In the video, James Edward Dillard, a columnist for The Daily Tar Heel, says that the location conflicts with Edwards’ campaign goal of reducing poverty in America.

“To pick that place as your campaign center, when you’re going to be the man who advocates on behalf of the poor, I just think, why not turn the media’s attention to somewhere where there are huge, huge problems,” Dillard said.

News & Observer 10/26/07
http://www.newsobserver.com/politics/politicians/edwards/story/750356.html

Edwards Campaign Fought Story

Filed under: 2008 Primary, Image, Internet, Media, Transparency — is @ 11:12 am
RALEIGH, N.C. (AP) — A University of North Carolina professor said Friday that John Edwards’ campaign demanded that he pull a student reporter’s television story that focused on the upscale location of the campaign’s headquarters.

snip

In the report, Babb interviews students, one on the campaign, one not. She asks whether it is appropriate for Edwards to base his operations in his affluent hometown of Chapel Hill, home of the university, as opposed to a location that would better reflect his campaign platform of fighting poverty.
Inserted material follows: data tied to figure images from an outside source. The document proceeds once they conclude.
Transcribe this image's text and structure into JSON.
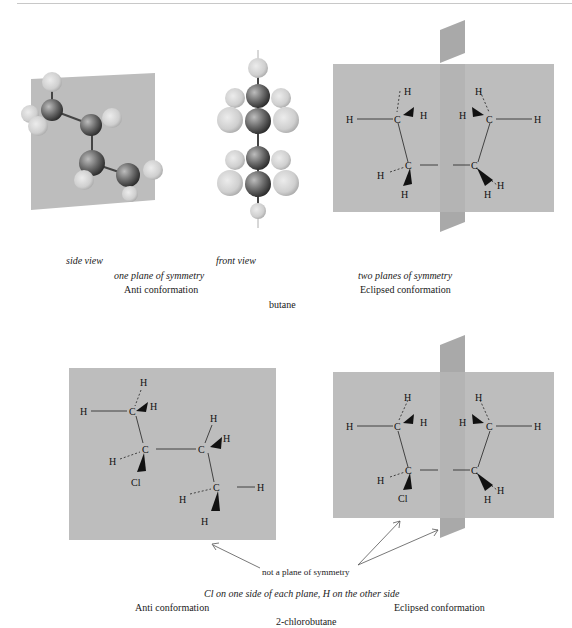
{
  "figure": {
    "colors": {
      "plane": "#b9b9b9",
      "plane_dark": "#a9a9a9",
      "carbon": "#6e6e6e",
      "hydrogen": "#d2d2d2",
      "bond": "#333333",
      "text": "#1a1a1a",
      "arrow": "#555555"
    }
  },
  "butane": {
    "title": "butane",
    "anti": {
      "side_view_label": "side view",
      "front_view_label": "front view",
      "symmetry_note": "one plane of symmetry",
      "conformation_label": "Anti conformation"
    },
    "eclipsed": {
      "symmetry_note": "two planes of symmetry",
      "conformation_label": "Eclipsed conformation",
      "atoms": {
        "c": "C",
        "h": "H"
      }
    }
  },
  "chlorobutane": {
    "title": "2-chlorobutane",
    "anti": {
      "conformation_label": "Anti conformation",
      "atoms": {
        "c": "C",
        "h": "H",
        "cl": "Cl"
      }
    },
    "eclipsed": {
      "conformation_label": "Eclipsed conformation",
      "atoms": {
        "c": "C",
        "h": "H",
        "cl": "Cl"
      }
    },
    "annotation": "not a plane of symmetry",
    "note": "Cl on one side of each plane, H on the other side"
  }
}
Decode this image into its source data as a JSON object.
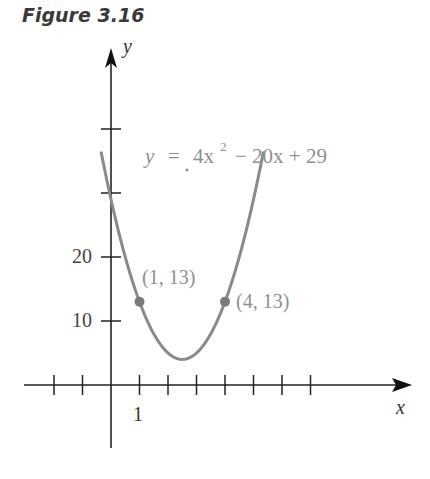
{
  "figure": {
    "title": "Figure 3.16"
  },
  "chart_data": {
    "type": "line",
    "title": "Figure 3.16",
    "equation": "y = 4x² − 20x + 29",
    "equation_parts": {
      "lhs": "y",
      "eq": "=",
      "coef": "4x",
      "exp": "2",
      "rest": "− 20x + 29"
    },
    "xlabel": "x",
    "ylabel": "y",
    "x_tick_labels": [
      "1"
    ],
    "y_tick_labels": [
      "10",
      "20"
    ],
    "xlim": [
      -3,
      10.5
    ],
    "ylim": [
      -8,
      47
    ],
    "x_ticks": [
      -2,
      -1,
      1,
      2,
      3,
      4,
      5,
      6,
      7
    ],
    "y_ticks": [
      10,
      20,
      30,
      40
    ],
    "series": [
      {
        "name": "y = 4x^2 - 20x + 29",
        "function": "4x^2 - 20x + 29",
        "x_range": [
          -0.35,
          5.35
        ],
        "color": "#8a8a8a"
      }
    ],
    "points": [
      {
        "x": 1,
        "y": 13,
        "label": "(1, 13)"
      },
      {
        "x": 4,
        "y": 13,
        "label": "(4, 13)"
      }
    ],
    "vertex": {
      "x": 2.5,
      "y": 4
    },
    "grid": false,
    "legend": "none"
  }
}
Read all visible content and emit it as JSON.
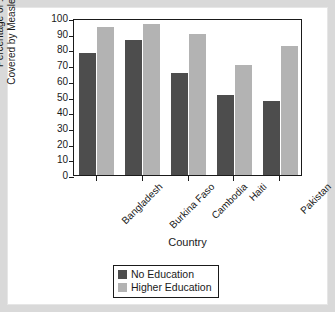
{
  "chart_data": {
    "type": "bar",
    "title": "",
    "xlabel": "Country",
    "ylabel_line1": "Percentage of 1-Year-Olds",
    "ylabel_line2": "Covered by Measles Immunization",
    "categories": [
      "Bangladesh",
      "Burkina Faso",
      "Cambodia",
      "Haiti",
      "Pakistan"
    ],
    "series": [
      {
        "name": "No Education",
        "color": "#4d4d4d",
        "values": [
          78,
          86,
          65,
          51,
          47
        ]
      },
      {
        "name": "Higher Education",
        "color": "#b3b3b3",
        "values": [
          94,
          96,
          90,
          70,
          82
        ]
      }
    ],
    "ylim": [
      0,
      100
    ],
    "yticks": [
      0,
      10,
      20,
      30,
      40,
      50,
      60,
      70,
      80,
      90,
      100
    ],
    "ytick_labels": [
      "0",
      "10",
      "20",
      "30",
      "40",
      "50",
      "60",
      "70",
      "80",
      "90",
      "100"
    ],
    "grid": false,
    "legend_position": "bottom-center"
  },
  "legend": {
    "entries": [
      {
        "label": "No Education",
        "swatch": "dark"
      },
      {
        "label": "Higher Education",
        "swatch": "light"
      }
    ]
  },
  "colors": {
    "no_education": "#4d4d4d",
    "higher_education": "#b3b3b3",
    "axis": "#1a1a1a",
    "frame": "#d9d9d9",
    "background": "#ffffff"
  }
}
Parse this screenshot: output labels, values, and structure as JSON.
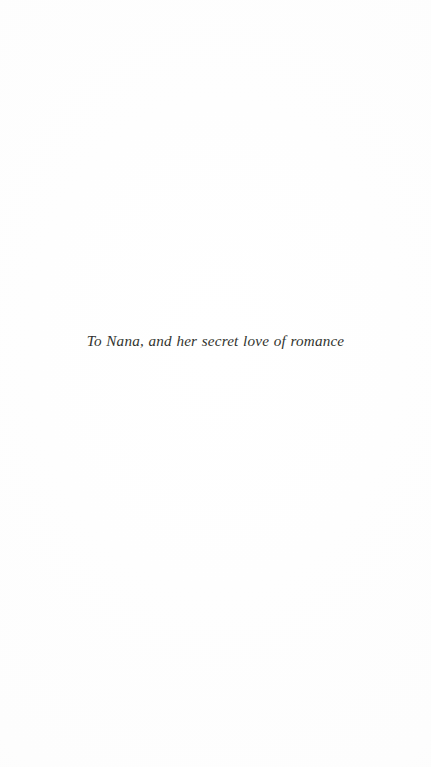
{
  "page": {
    "kind": "book-dedication-page",
    "background_color": "#fefefe",
    "width": 431,
    "height": 767
  },
  "dedication": {
    "text": "To Nana, and her secret love of romance",
    "color": "#231f20",
    "alignment": "center"
  }
}
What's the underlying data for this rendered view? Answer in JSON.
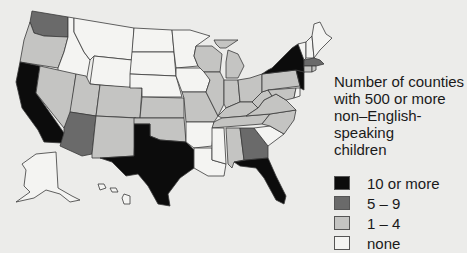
{
  "legend": {
    "title_lines": [
      "Number of counties",
      "with 500 or more",
      "non–English-speaking",
      "children"
    ],
    "items": [
      {
        "label": "10 or more",
        "color": "#0c0c0c"
      },
      {
        "label": "5 – 9",
        "color": "#6a6a6a"
      },
      {
        "label": "1 – 4",
        "color": "#c4c4c2"
      },
      {
        "label": "none",
        "color": "#f4f4f2"
      }
    ]
  },
  "categories": {
    "10 or more": [
      "CA",
      "TX",
      "FL",
      "NY",
      "NJ"
    ],
    "5 - 9": [
      "WA",
      "AZ",
      "GA",
      "MA"
    ],
    "1 - 4": [
      "OR",
      "NV",
      "UT",
      "CO",
      "NM",
      "KS",
      "OK",
      "WI",
      "MI",
      "IL",
      "IN",
      "OH",
      "PA",
      "MO",
      "KY",
      "TN",
      "WV",
      "VA",
      "MD",
      "AL",
      "NC",
      "CT",
      "RI"
    ],
    "none": [
      "ID",
      "MT",
      "WY",
      "ND",
      "SD",
      "NE",
      "MN",
      "IA",
      "AR",
      "LA",
      "MS",
      "SC",
      "ME",
      "NH",
      "VT",
      "DE",
      "AK",
      "HI"
    ]
  },
  "colors": {
    "background": "#ececea",
    "border": "#3a3a3a",
    "text": "#1a1a1a"
  }
}
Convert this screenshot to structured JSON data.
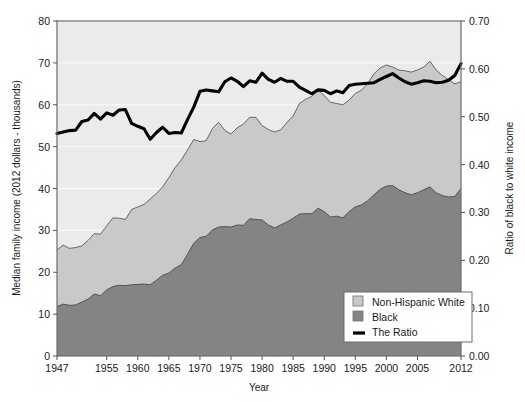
{
  "chart_data": {
    "type": "area",
    "title": "",
    "xlabel": "Year",
    "ylabel": "Median family income (2012 dollars - thousands)",
    "y2label": "Ratio of black to white income",
    "xlim": [
      1947,
      2012
    ],
    "ylim": [
      0,
      80
    ],
    "y2lim": [
      0.0,
      0.7
    ],
    "grid": true,
    "legend_position": "bottom-right",
    "xticks": [
      "1947",
      "1955",
      "1960",
      "1965",
      "1970",
      "1975",
      "1980",
      "1985",
      "1990",
      "1995",
      "2000",
      "2005",
      "2012"
    ],
    "xtick_values": [
      1947,
      1955,
      1960,
      1965,
      1970,
      1975,
      1980,
      1985,
      1990,
      1995,
      2000,
      2005,
      2012
    ],
    "yticks": [
      "0",
      "10",
      "20",
      "30",
      "40",
      "50",
      "60",
      "70",
      "80"
    ],
    "ytick_values": [
      0,
      10,
      20,
      30,
      40,
      50,
      60,
      70,
      80
    ],
    "y2ticks": [
      "0.00",
      "0.10",
      "0.20",
      "0.30",
      "0.40",
      "0.50",
      "0.60",
      "0.70"
    ],
    "y2tick_values": [
      0.0,
      0.1,
      0.2,
      0.3,
      0.4,
      0.5,
      0.6,
      0.7
    ],
    "x": [
      1947,
      1948,
      1949,
      1950,
      1951,
      1952,
      1953,
      1954,
      1955,
      1956,
      1957,
      1958,
      1959,
      1960,
      1961,
      1962,
      1963,
      1964,
      1965,
      1966,
      1967,
      1968,
      1969,
      1970,
      1971,
      1972,
      1973,
      1974,
      1975,
      1976,
      1977,
      1978,
      1979,
      1980,
      1981,
      1982,
      1983,
      1984,
      1985,
      1986,
      1987,
      1988,
      1989,
      1990,
      1991,
      1992,
      1993,
      1994,
      1995,
      1996,
      1997,
      1998,
      1999,
      2000,
      2001,
      2002,
      2003,
      2004,
      2005,
      2006,
      2007,
      2008,
      2009,
      2010,
      2011,
      2012
    ],
    "series": [
      {
        "name": "Non-Hispanic White",
        "axis": "left",
        "color": "#c9c9c9",
        "values": [
          25.3,
          26.5,
          25.7,
          25.9,
          26.3,
          27.6,
          29.2,
          29.1,
          31.1,
          33.0,
          32.9,
          32.6,
          35.0,
          35.6,
          36.2,
          37.5,
          38.8,
          40.4,
          42.6,
          45.0,
          46.8,
          49.2,
          51.7,
          51.2,
          51.4,
          54.3,
          55.8,
          53.9,
          53.0,
          54.5,
          55.4,
          57.0,
          57.0,
          55.0,
          54.1,
          53.5,
          54.0,
          55.8,
          57.3,
          60.3,
          61.3,
          62.0,
          63.5,
          62.2,
          60.6,
          60.3,
          60.0,
          61.1,
          62.7,
          63.5,
          65.1,
          67.4,
          68.8,
          69.5,
          69.0,
          68.3,
          68.1,
          67.8,
          68.3,
          69.0,
          70.4,
          68.3,
          67.0,
          66.0,
          65.0,
          65.5
        ]
      },
      {
        "name": "Black",
        "axis": "left",
        "color": "#848484",
        "values": [
          11.8,
          12.4,
          12.1,
          12.2,
          12.9,
          13.6,
          14.8,
          14.4,
          15.8,
          16.6,
          16.9,
          16.8,
          17.0,
          17.1,
          17.2,
          17.0,
          18.1,
          19.3,
          19.8,
          21.0,
          21.8,
          24.3,
          26.9,
          28.3,
          28.6,
          30.1,
          30.8,
          30.9,
          30.8,
          31.3,
          31.2,
          32.8,
          32.6,
          32.5,
          31.3,
          30.6,
          31.3,
          32.0,
          32.9,
          33.9,
          34.0,
          34.0,
          35.3,
          34.5,
          33.2,
          33.4,
          33.0,
          34.5,
          35.6,
          36.1,
          37.1,
          38.5,
          39.8,
          40.6,
          40.7,
          39.7,
          39.0,
          38.5,
          39.0,
          39.7,
          40.4,
          39.0,
          38.3,
          38.0,
          38.1,
          40.0
        ]
      },
      {
        "name": "The Ratio",
        "axis": "right",
        "color": "#000000",
        "values": [
          0.465,
          0.468,
          0.471,
          0.472,
          0.49,
          0.493,
          0.507,
          0.495,
          0.508,
          0.503,
          0.514,
          0.515,
          0.486,
          0.48,
          0.475,
          0.453,
          0.467,
          0.478,
          0.465,
          0.467,
          0.466,
          0.494,
          0.52,
          0.553,
          0.556,
          0.554,
          0.552,
          0.573,
          0.581,
          0.574,
          0.563,
          0.575,
          0.572,
          0.591,
          0.578,
          0.572,
          0.58,
          0.574,
          0.574,
          0.562,
          0.555,
          0.548,
          0.556,
          0.555,
          0.548,
          0.554,
          0.55,
          0.565,
          0.568,
          0.569,
          0.57,
          0.571,
          0.578,
          0.584,
          0.59,
          0.581,
          0.573,
          0.568,
          0.571,
          0.575,
          0.574,
          0.571,
          0.572,
          0.576,
          0.586,
          0.611
        ]
      }
    ]
  },
  "legend": {
    "items": [
      {
        "label": "Non-Hispanic White",
        "swatch": "area",
        "color": "#c9c9c9"
      },
      {
        "label": "Black",
        "swatch": "area",
        "color": "#848484"
      },
      {
        "label": "The Ratio",
        "swatch": "line",
        "color": "#000000"
      }
    ]
  },
  "colors": {
    "plot_background": "#ebebeb",
    "white_area": "#c9c9c9",
    "black_area": "#848484",
    "ratio_line": "#000000",
    "gridline": "#f7f7f7",
    "axis": "#555555",
    "legend_background": "#ffffff",
    "text": "#1a1a1a"
  }
}
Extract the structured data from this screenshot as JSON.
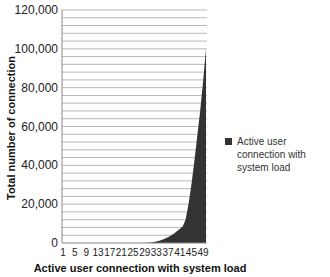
{
  "chart_data": {
    "type": "area",
    "title": "",
    "xlabel": "Active user connection with system load",
    "ylabel": "Total number of connection",
    "ylim": [
      0,
      120000
    ],
    "yticks": [
      0,
      20000,
      40000,
      60000,
      80000,
      100000,
      120000
    ],
    "ytick_labels": [
      "0",
      "20,000",
      "40,000",
      "60,000",
      "80,000",
      "100,000",
      "120,000"
    ],
    "minor_grid_step": 4000,
    "grid": true,
    "legend_position": "right",
    "xtick_labels": [
      "1",
      "5",
      "9",
      "13",
      "17",
      "21",
      "25",
      "29",
      "33",
      "37",
      "41",
      "45",
      "49"
    ],
    "x": [
      1,
      2,
      3,
      4,
      5,
      6,
      7,
      8,
      9,
      10,
      11,
      12,
      13,
      14,
      15,
      16,
      17,
      18,
      19,
      20,
      21,
      22,
      23,
      24,
      25,
      26,
      27,
      28,
      29,
      30,
      31,
      32,
      33,
      34,
      35,
      36,
      37,
      38,
      39,
      40,
      41,
      42,
      43,
      44,
      45,
      46,
      47,
      48,
      49,
      50
    ],
    "series": [
      {
        "name": "Active user connection with system load",
        "color": "#333333",
        "values": [
          0,
          0,
          0,
          0,
          0,
          0,
          0,
          0,
          0,
          0,
          0,
          0,
          0,
          0,
          0,
          0,
          0,
          0,
          0,
          0,
          0,
          0,
          0,
          0,
          0,
          0,
          0,
          0,
          50,
          150,
          300,
          500,
          800,
          1200,
          1700,
          2300,
          3000,
          3800,
          4800,
          6000,
          7200,
          8500,
          12000,
          20000,
          30000,
          42000,
          55000,
          68000,
          83000,
          100000
        ]
      }
    ]
  },
  "legend": {
    "items": [
      {
        "label": "Active user connection with system load",
        "color": "#333333"
      }
    ]
  }
}
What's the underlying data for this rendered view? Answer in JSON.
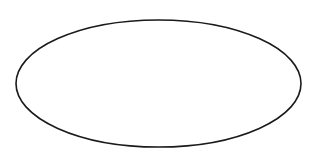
{
  "canvas": {
    "width": 319,
    "height": 158,
    "background": "#ffffff"
  },
  "shapes": [
    {
      "type": "ellipse",
      "cx": 158.5,
      "cy": 83.5,
      "rx": 142.5,
      "ry": 63.5,
      "stroke": "#1a1a1a",
      "stroke_width": 1.6,
      "fill": "none"
    }
  ]
}
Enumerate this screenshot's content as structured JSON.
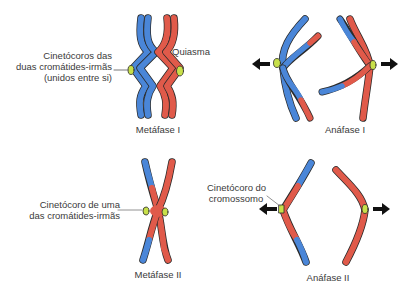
{
  "colors": {
    "blue": "#4a86d8",
    "red": "#e05a4a",
    "kinetochore": "#c8e04a",
    "outline": "#2a2a2a",
    "arrow": "#111111",
    "text": "#3a3a3a"
  },
  "panels": {
    "metafase1": {
      "caption": "Metáfase I",
      "label_kinetochore": [
        "Cinetócoros das",
        "duas cromátides-irmãs",
        "(unidos entre si)"
      ],
      "label_chiasma": "Quiasma"
    },
    "anafase1": {
      "caption": "Anáfase I",
      "arrows": [
        "left",
        "right"
      ]
    },
    "metafase2": {
      "caption": "Metáfase II",
      "label_kinetochore": [
        "Cinetócoro de uma",
        "das cromátides-irmãs"
      ]
    },
    "anafase2": {
      "caption": "Anáfase II",
      "label_kinetochore": [
        "Cinetócoro do",
        "cromossomo"
      ],
      "arrows": [
        "left",
        "right"
      ]
    }
  }
}
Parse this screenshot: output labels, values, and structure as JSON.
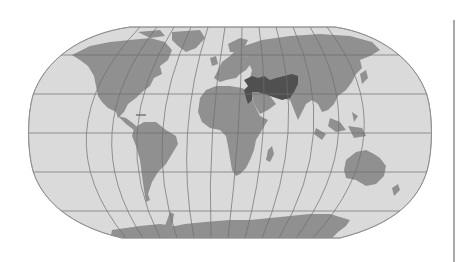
{
  "map": {
    "projection": "robinson",
    "style": "grayscale",
    "colors": {
      "background": "#ffffff",
      "ocean": "#dadada",
      "land": "#909090",
      "highlight": "#505050",
      "graticule": "#6e6e6e",
      "outline": "#8a8a8a",
      "right_rule": "#a8a8a8"
    },
    "graticule": {
      "parallels_interval_deg": 30,
      "meridians_interval_deg": 30
    },
    "highlighted_region": {
      "description": "region spanning Anatolia, Levant, Mesopotamia, Iran to Central Asia",
      "color": "#505050"
    },
    "labels": []
  }
}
After quoting the students, Babb concludes her report by saying, “It’s ultimately up to the voters to decide if running a presidential campaign here was a smart move politically. But it’s safe to say, in Chapel Hill, opinions are split. “

In an interview Friday, Babb said: “I was completely shocked to get a phone call from the Edwards campaign saying that the story was straight from the Republican Party and that we needed to take it down.”

She said she wanted to do a story about student opinions about Edwards’ headquarters near campus in Chapel Hill’s Southern Village.

Tuggle is the news director of “Carolina Week” and the broadcast professor who advises students for the newscast.

“Was it what the campaign was expecting it to be? No,” Tuggle said. “But I don’t know that we’re obligated as journalists to tell that the focus of a story has changed.”

Edwards, a former North Carolina senator, graduated with a law degree from the university and helped develop and operate a poverty center there after the 2004 election.